The Eurozone major countries come out as more heterogeneous than even a grab bag of nations whose names are beginning with the letter “M”!

Read the article in The Atlantic here.

Roubini Is Right, As Usual …


“Greece must exit”, he writes for Project Syndicate (May 17). Of course it has to, for the welfare of the Greeks themselves. Politicians and commentators, meanwhile, keep obfuscating the issue and develop at length new denials of reality in the media, ad nauseam, even though everything that was labeled "impossible" yesterday becomes day after day the new topic of economic policy. Remember the time, a few months ago, when “more integrated European governance” was supposed to solve all the “PIIGS” problems? Remember the Eurobonds fantasy? Remember the Eichengreen fallacy that once a country entered the euro it was “forever”?

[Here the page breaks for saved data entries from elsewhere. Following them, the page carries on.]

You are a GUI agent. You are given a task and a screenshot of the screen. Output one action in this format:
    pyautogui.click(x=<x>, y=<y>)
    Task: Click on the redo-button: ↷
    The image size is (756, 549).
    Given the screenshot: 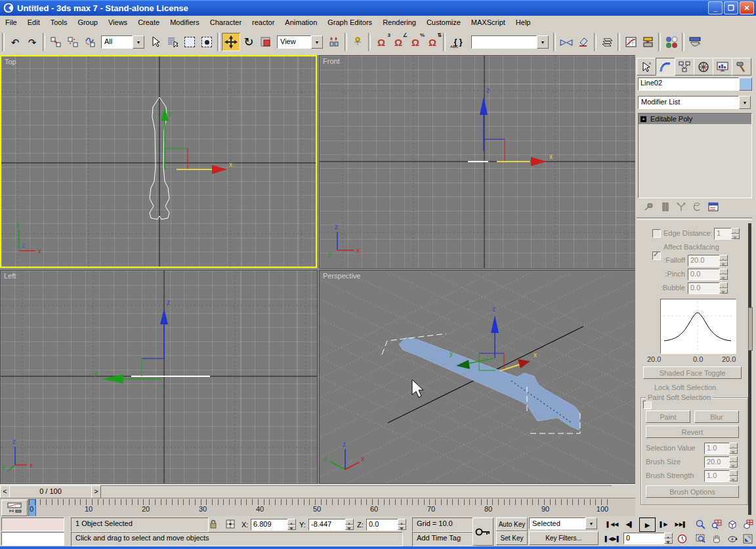 What is the action you would take?
    pyautogui.click(x=32, y=42)
    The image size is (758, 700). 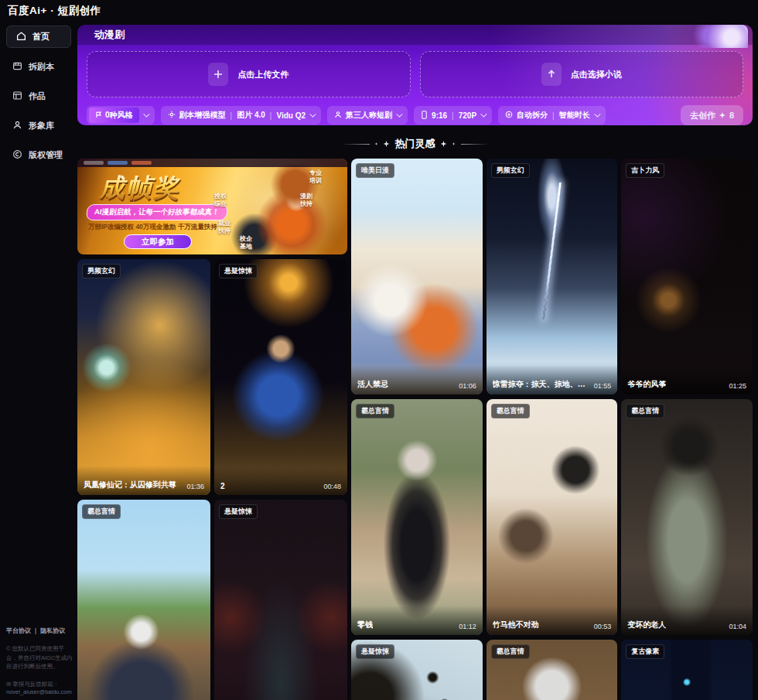 What do you see at coordinates (110, 35) in the screenshot?
I see `hero-title: 动漫剧` at bounding box center [110, 35].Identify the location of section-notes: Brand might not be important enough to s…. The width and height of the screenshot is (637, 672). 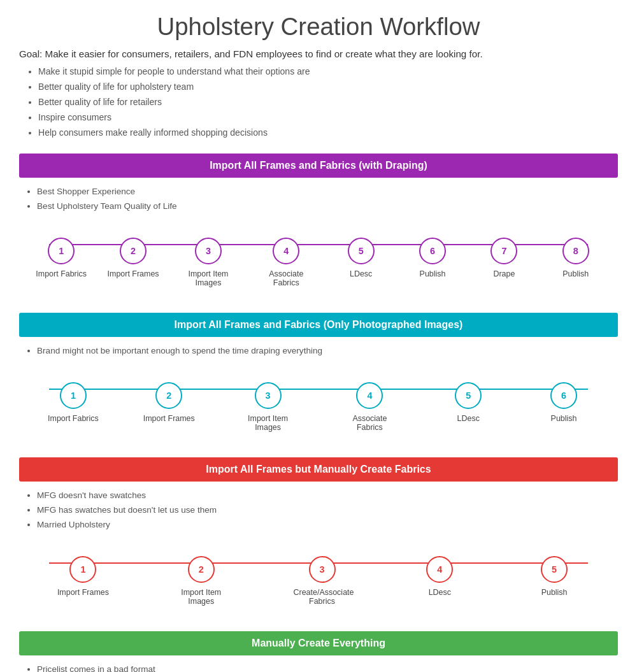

For someone who predicted long ago the present slow motion train wreck of the eurozone, further comments on the present evolution seems superfluous and indeed rather boring. Of course, Greece will default again and exit from the euro, and there will be no apocalypse, because on the one hand default diminish the burden of foreign debt, and on the other hand a massive depreciation of the new drachma in international currency markets will restore Greek competitiveness, especially in regard to the very important tourism industry (about 18 percent of Greek GDP), while discouraging imports that compete against local products and services.

Have a look at Roubini’s punch line:

“The experience of Iceland and many emerging markets over the past 20 years shows that nominal depreciation and orderly restructuring and reduction of foreign debts can restore debt sustainability, competitiveness, and growth. As in these cases, the collateral damage to Greece of a euro exit will be significant, but it can be contained.

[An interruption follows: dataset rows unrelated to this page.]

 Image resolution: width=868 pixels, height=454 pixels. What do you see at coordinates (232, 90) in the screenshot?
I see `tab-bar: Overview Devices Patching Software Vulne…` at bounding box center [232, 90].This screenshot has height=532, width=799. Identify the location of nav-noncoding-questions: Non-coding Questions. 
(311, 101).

Like a doomed marriage, it is better to have rules for the inevitable divorce that make separation less costly to both sides. Make no mistake: an orderly euro exit by Greece implies significant economic pain. But watching the slow, disorderly implosion of the Greek economy and society would be much worse.”

Quite right.

Friday, May 11, 2012

Is the ECB a "Bad Bank"?


Patrick Allen on excess leverage and risk in Frankfurt, here.

Thursday, May 3, 2012

More Monetary Stimulus?


NDGP (nominal GDP) targeting is gaining ground. Now Chicago Federal Reserve president Charles Evans endorses it. Read the explanation in The Atlantic here.

Now if the US monetary policy turns more expansive what will the ECB do? Continue to look exclusively at the inflation target and limit its interventions to subsidizing ailing banks? What then will become of the dollar price of the European currency?